Deportations and involvement with ICE
Omni Air International has operated deportation flights under contract with U.S. Immigration and Customs Enforcement.A 2019 report by Quartz stated that the airline was the sole provider willing to conduct certain deportation missions deemed "high-risk," and raised concerns about elevated costs for such services. According to University of Washington professor Angelina Godoy, who tracked human rights violations on ICE deportation flights, the reports of abuse on Omni Air were "significantly worse" than reports on other ICE Air charters.
Omni Air planes were used to deport Cameroonian refugees fleeing persecution relating to the Anglophone Crisis. Both Amnesty International and Human Rights Watch have concluded that the refugees were likely to be in danger if they returned to Cameroon, and that the deportation constituted refoulement, a violation of international law. Several of the deportees were, upon their return to Cameroon, held in squalid conditions, tortured and raped.
Use of "WRAP" devices to hogtie deportee onboard Omni Air flights was confirmed by ICE. In 2017, a plane deporting people to Somalia encountered a mechanical break that saw the plane diverted to Dakar, Senegal. Deportees were reportedly left shackled for 48 hours with little food, and when the plane's lavatories overflowed with human waste, the deportees had to urinate in a bottle or on themselves. The flight subsequently returned to the US with the deportees still on board.

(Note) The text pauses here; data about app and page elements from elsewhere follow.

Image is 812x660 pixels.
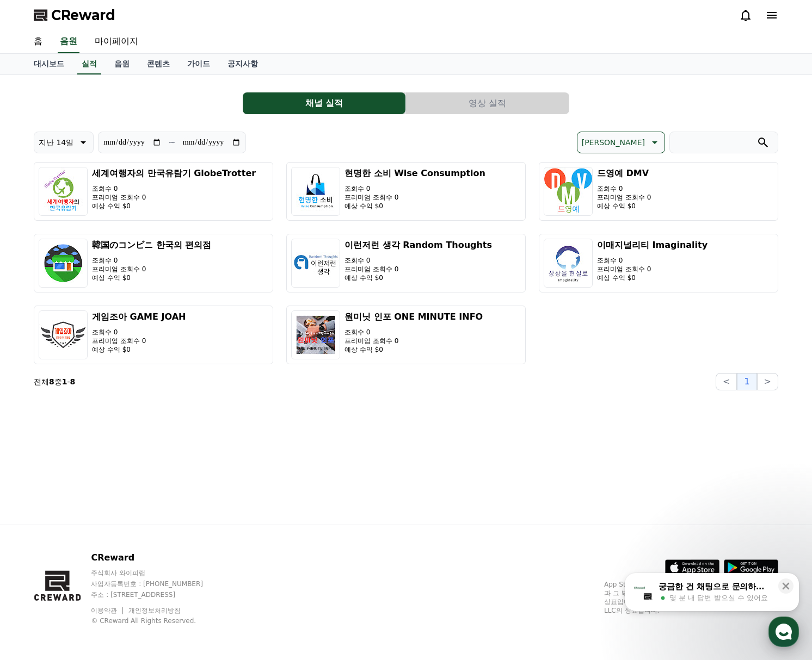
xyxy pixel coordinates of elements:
a: 음원 [58,30,80,54]
a: CReward [34,7,115,24]
button: 현명한 소비 Wise Consumption 조회수 0 프리미엄 조회수 0 예상 수익 $0 [286,162,526,221]
a: 가이드 [178,54,219,74]
span: 설정 [168,361,181,370]
img: 현명한 소비 Wise Consumption [291,166,340,216]
p: 조회수 0 [344,184,486,193]
p: 예상 수익 $0 [92,345,185,354]
p: App Store, iCloud, iCloud Drive 및 iTunes Store는 미국과 그 밖의 나라 및 지역에서 등록된 Apple Inc.의 서비스 상표입니다. Goo... [604,581,778,615]
h3: 이런저런 생각 Random Thoughts [344,239,492,252]
h3: 韓国のコンビニ 한국의 편의점 [92,239,211,252]
a: 개인정보처리방침 [129,606,181,614]
p: 조회수 0 [92,184,256,193]
p: 프리미엄 조회수 0 [92,193,256,201]
img: 이런저런 생각 Random Thoughts [291,239,340,288]
p: 프리미엄 조회수 0 [92,337,185,345]
p: 예상 수익 $0 [597,274,708,282]
a: 홈 [25,30,51,54]
button: > [757,373,778,390]
a: 콘텐츠 [138,54,178,74]
p: 주식회사 와이피랩 [91,569,224,578]
a: 실적 [77,54,101,74]
h3: 드영예 DMV [597,166,650,180]
button: 게임조아 GAME JOAH 조회수 0 프리미엄 조회수 0 예상 수익 $0 [34,305,274,364]
button: 이매지널리티 Imaginality 조회수 0 프리미엄 조회수 0 예상 수익 $0 [538,234,778,292]
a: 이용약관 [91,606,125,614]
a: 마이페이지 [86,30,147,54]
img: 韓国のコンビニ 한국의 편의점 [39,239,88,288]
img: 게임조아 GAME JOAH [39,310,88,360]
a: 영상 실적 [406,92,569,114]
p: 프리미엄 조회수 0 [92,265,211,274]
p: CReward [91,552,224,564]
p: 사업자등록번호 : [PHONE_NUMBER] [91,580,224,589]
p: 주소 : [STREET_ADDRESS] [91,591,224,599]
p: 예상 수익 $0 [344,274,492,282]
button: 영상 실적 [406,92,569,114]
p: © CReward All Rights Reserved. [91,616,224,625]
button: [PERSON_NAME] [577,132,665,154]
p: 조회수 0 [344,328,482,337]
button: 원미닛 인포 ONE MINUTE INFO 조회수 0 프리미엄 조회수 0 예상 수익 $0 [286,305,526,364]
span: CReward [51,7,115,24]
p: 프리미엄 조회수 0 [597,193,650,201]
p: 전체 중 - [34,376,75,387]
p: 프리미엄 조회수 0 [344,337,482,345]
button: < [716,373,737,390]
button: 드영예 DMV 조회수 0 프리미엄 조회수 0 예상 수익 $0 [538,162,778,221]
button: 1 [737,373,756,390]
p: 예상 수익 $0 [344,201,486,210]
a: 홈 [3,345,71,372]
img: 원미닛 인포 ONE MINUTE INFO [291,310,340,360]
p: 예상 수익 $0 [597,201,650,210]
h3: 게임조아 GAME JOAH [92,310,185,323]
p: 조회수 0 [597,257,708,265]
p: 조회수 0 [92,257,211,265]
p: 예상 수익 $0 [92,201,256,210]
p: 조회수 0 [92,328,185,337]
a: 설정 [141,345,209,372]
p: 조회수 0 [597,184,650,193]
button: 韓国のコンビニ 한국의 편의점 조회수 0 프리미엄 조회수 0 예상 수익 $0 [34,234,274,292]
p: [PERSON_NAME] [582,135,645,150]
a: 음원 [106,54,138,74]
img: 드영예 DMV [543,166,593,216]
button: 지난 14일 [34,132,94,154]
p: 예상 수익 $0 [92,274,211,282]
button: 세계여행자의 만국유람기 GlobeTrotter 조회수 0 프리미엄 조회수 0 예상 수익 $0 [34,162,274,221]
p: 프리미엄 조회수 0 [344,265,492,274]
p: 조회수 0 [344,257,492,265]
img: 세계여행자의 만국유람기 GlobeTrotter [39,166,88,216]
p: ~ [168,136,175,150]
p: 지난 14일 [39,135,73,150]
p: 예상 수익 $0 [344,345,482,354]
span: 홈 [34,361,41,370]
strong: 8 [70,378,75,386]
h3: 현명한 소비 Wise Consumption [344,166,486,180]
a: 대시보드 [25,54,73,74]
span: 대화 [100,362,113,370]
p: 프리미엄 조회수 0 [344,193,486,201]
h3: 이매지널리티 Imaginality [597,239,708,252]
button: 채널 실적 [243,92,406,114]
h3: 세계여행자의 만국유람기 GlobeTrotter [92,166,256,180]
p: 프리미엄 조회수 0 [597,265,708,274]
h3: 원미닛 인포 ONE MINUTE INFO [344,310,482,323]
a: 공지사항 [219,54,267,74]
strong: 1 [62,378,67,386]
button: 이런저런 생각 Random Thoughts 조회수 0 프리미엄 조회수 0 예상 수익 $0 [286,234,526,292]
strong: 8 [49,378,55,386]
img: 이매지널리티 Imaginality [543,239,593,288]
a: 대화 [71,345,141,372]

Omni became the target of activists pushing Amazon to divest their 20% stake in the airline's parent company ATSG, which supplies charters for Prime Air.
Fleet
, Omni Air International operates the following aircraft:Accidents and incidents
On 28 August 2020, an Omni Air International Boeing 767 operated a flight between Kabul, Afghanistan and Washington, United States with a scheduled refueling stop at Bucharest, Romania. During landing at the Romanian capital, the aircraft's left main landing gear collapsed. The aircraft skidded along the runway and evacuation slides were used by the 80 passengers to escape without injury.Romania's SIAA found that the cause of the accident was a fracture in the outer cylinder of the left-hand main landing gear. During maintenance in 2015, the inner diameter cylinder was subjected to repeated cycles of chrome plating then grinding and polishing. The grinding machine was operating outside of input parameters, which caused excessive heat generation through friction, leading to heat damage to the base metal of the cylinder.